### WHAT TO PRODUCE
Each entry below must appear in the output exactly as written.

### DATA FOR ANALYSIS
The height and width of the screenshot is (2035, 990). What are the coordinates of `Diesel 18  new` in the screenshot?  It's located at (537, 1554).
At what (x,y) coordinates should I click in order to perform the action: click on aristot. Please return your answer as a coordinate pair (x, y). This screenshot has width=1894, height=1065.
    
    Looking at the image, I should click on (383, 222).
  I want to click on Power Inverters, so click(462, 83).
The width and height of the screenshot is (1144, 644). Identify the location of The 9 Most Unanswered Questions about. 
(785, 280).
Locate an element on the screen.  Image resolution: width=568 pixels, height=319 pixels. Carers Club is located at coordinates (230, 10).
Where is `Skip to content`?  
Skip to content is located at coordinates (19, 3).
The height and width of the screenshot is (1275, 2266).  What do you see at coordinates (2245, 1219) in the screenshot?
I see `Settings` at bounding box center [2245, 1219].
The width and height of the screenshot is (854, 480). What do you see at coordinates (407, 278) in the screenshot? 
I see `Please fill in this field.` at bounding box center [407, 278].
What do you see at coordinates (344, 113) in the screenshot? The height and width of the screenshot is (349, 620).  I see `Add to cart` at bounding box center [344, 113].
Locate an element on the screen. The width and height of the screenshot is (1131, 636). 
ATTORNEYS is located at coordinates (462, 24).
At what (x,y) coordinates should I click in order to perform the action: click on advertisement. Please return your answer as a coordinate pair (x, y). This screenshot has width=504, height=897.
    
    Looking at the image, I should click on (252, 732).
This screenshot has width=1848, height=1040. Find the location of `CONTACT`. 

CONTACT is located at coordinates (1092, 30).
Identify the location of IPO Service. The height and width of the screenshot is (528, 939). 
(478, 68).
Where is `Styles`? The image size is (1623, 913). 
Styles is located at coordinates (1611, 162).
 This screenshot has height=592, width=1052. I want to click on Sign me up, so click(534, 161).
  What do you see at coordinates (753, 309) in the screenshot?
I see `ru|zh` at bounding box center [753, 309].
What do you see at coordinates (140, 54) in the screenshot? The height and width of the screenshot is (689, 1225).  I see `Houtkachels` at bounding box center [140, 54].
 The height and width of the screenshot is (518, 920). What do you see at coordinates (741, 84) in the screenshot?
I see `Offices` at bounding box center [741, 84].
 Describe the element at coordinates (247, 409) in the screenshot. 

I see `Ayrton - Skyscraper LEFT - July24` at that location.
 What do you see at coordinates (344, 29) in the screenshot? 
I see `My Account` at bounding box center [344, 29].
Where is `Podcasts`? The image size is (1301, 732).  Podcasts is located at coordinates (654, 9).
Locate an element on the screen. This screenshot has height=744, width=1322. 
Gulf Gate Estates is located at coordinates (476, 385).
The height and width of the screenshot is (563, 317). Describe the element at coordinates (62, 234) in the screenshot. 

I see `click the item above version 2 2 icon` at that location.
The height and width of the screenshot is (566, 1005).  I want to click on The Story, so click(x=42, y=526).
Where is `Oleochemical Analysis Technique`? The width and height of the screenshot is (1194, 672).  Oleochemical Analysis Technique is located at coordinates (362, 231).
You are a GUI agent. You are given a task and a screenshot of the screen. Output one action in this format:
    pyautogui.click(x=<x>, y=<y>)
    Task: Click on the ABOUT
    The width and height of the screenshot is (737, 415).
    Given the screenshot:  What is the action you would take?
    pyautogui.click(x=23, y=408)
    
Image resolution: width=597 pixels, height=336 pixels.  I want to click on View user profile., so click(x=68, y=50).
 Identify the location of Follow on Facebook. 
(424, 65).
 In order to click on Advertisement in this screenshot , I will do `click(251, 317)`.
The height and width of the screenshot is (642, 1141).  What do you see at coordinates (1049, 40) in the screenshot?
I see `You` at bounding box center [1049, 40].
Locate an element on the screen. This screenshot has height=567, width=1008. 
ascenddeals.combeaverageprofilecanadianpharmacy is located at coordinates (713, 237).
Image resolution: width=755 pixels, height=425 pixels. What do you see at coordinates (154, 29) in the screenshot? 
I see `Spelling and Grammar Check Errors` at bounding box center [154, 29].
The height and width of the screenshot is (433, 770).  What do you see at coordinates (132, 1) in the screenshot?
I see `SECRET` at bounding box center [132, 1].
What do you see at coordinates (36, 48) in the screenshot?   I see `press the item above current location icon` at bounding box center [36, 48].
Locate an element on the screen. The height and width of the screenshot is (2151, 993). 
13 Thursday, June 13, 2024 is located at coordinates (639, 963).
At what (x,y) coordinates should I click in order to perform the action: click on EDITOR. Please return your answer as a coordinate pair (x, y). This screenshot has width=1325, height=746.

### ANSWER
The height and width of the screenshot is (2035, 990). What are the coordinates of `Diesel 18  new` in the screenshot?  It's located at (537, 1554).
At what (x,y) coordinates should I click in order to perform the action: click on aristot. Please return your answer as a coordinate pair (x, y). This screenshot has width=1894, height=1065.
    
    Looking at the image, I should click on (383, 222).
  I want to click on Power Inverters, so click(462, 83).
The width and height of the screenshot is (1144, 644). Identify the location of The 9 Most Unanswered Questions about. 
(785, 280).
Locate an element on the screen.  Image resolution: width=568 pixels, height=319 pixels. Carers Club is located at coordinates (230, 10).
Where is `Skip to content`?  
Skip to content is located at coordinates (19, 3).
The height and width of the screenshot is (1275, 2266).  What do you see at coordinates (2245, 1219) in the screenshot?
I see `Settings` at bounding box center [2245, 1219].
The width and height of the screenshot is (854, 480). What do you see at coordinates (407, 278) in the screenshot? 
I see `Please fill in this field.` at bounding box center [407, 278].
What do you see at coordinates (344, 113) in the screenshot? The height and width of the screenshot is (349, 620).  I see `Add to cart` at bounding box center [344, 113].
Locate an element on the screen. The width and height of the screenshot is (1131, 636). 
ATTORNEYS is located at coordinates (462, 24).
At what (x,y) coordinates should I click in order to perform the action: click on advertisement. Please return your answer as a coordinate pair (x, y). This screenshot has width=504, height=897.
    
    Looking at the image, I should click on (252, 732).
This screenshot has width=1848, height=1040. Find the location of `CONTACT`. 

CONTACT is located at coordinates (1092, 30).
Identify the location of IPO Service. The height and width of the screenshot is (528, 939). 
(478, 68).
Where is `Styles`? The image size is (1623, 913). 
Styles is located at coordinates (1611, 162).
 This screenshot has height=592, width=1052. I want to click on Sign me up, so click(534, 161).
  What do you see at coordinates (753, 309) in the screenshot?
I see `ru|zh` at bounding box center [753, 309].
What do you see at coordinates (140, 54) in the screenshot? The height and width of the screenshot is (689, 1225).  I see `Houtkachels` at bounding box center [140, 54].
 The height and width of the screenshot is (518, 920). What do you see at coordinates (741, 84) in the screenshot?
I see `Offices` at bounding box center [741, 84].
 Describe the element at coordinates (247, 409) in the screenshot. 

I see `Ayrton - Skyscraper LEFT - July24` at that location.
 What do you see at coordinates (344, 29) in the screenshot? 
I see `My Account` at bounding box center [344, 29].
Where is `Podcasts`? The image size is (1301, 732).  Podcasts is located at coordinates (654, 9).
Locate an element on the screen. This screenshot has height=744, width=1322. 
Gulf Gate Estates is located at coordinates (476, 385).
The height and width of the screenshot is (563, 317). Describe the element at coordinates (62, 234) in the screenshot. 

I see `click the item above version 2 2 icon` at that location.
The height and width of the screenshot is (566, 1005).  I want to click on The Story, so click(x=42, y=526).
Where is `Oleochemical Analysis Technique`? The width and height of the screenshot is (1194, 672).  Oleochemical Analysis Technique is located at coordinates (362, 231).
You are a GUI agent. You are given a task and a screenshot of the screen. Output one action in this format:
    pyautogui.click(x=<x>, y=<y>)
    Task: Click on the ABOUT
    The width and height of the screenshot is (737, 415).
    Given the screenshot:  What is the action you would take?
    pyautogui.click(x=23, y=408)
    
Image resolution: width=597 pixels, height=336 pixels.  I want to click on View user profile., so click(x=68, y=50).
 Identify the location of Follow on Facebook. 
(424, 65).
 In order to click on Advertisement in this screenshot , I will do `click(251, 317)`.
The height and width of the screenshot is (642, 1141).  What do you see at coordinates (1049, 40) in the screenshot?
I see `You` at bounding box center [1049, 40].
Locate an element on the screen. This screenshot has height=567, width=1008. 
ascenddeals.combeaverageprofilecanadianpharmacy is located at coordinates (713, 237).
Image resolution: width=755 pixels, height=425 pixels. What do you see at coordinates (154, 29) in the screenshot? 
I see `Spelling and Grammar Check Errors` at bounding box center [154, 29].
The height and width of the screenshot is (433, 770).  What do you see at coordinates (132, 1) in the screenshot?
I see `SECRET` at bounding box center [132, 1].
What do you see at coordinates (36, 48) in the screenshot?   I see `press the item above current location icon` at bounding box center [36, 48].
Locate an element on the screen. The height and width of the screenshot is (2151, 993). 
13 Thursday, June 13, 2024 is located at coordinates (639, 963).
At what (x,y) coordinates should I click in order to perform the action: click on EDITOR. Please return your answer as a coordinate pair (x, y). This screenshot has width=1325, height=746.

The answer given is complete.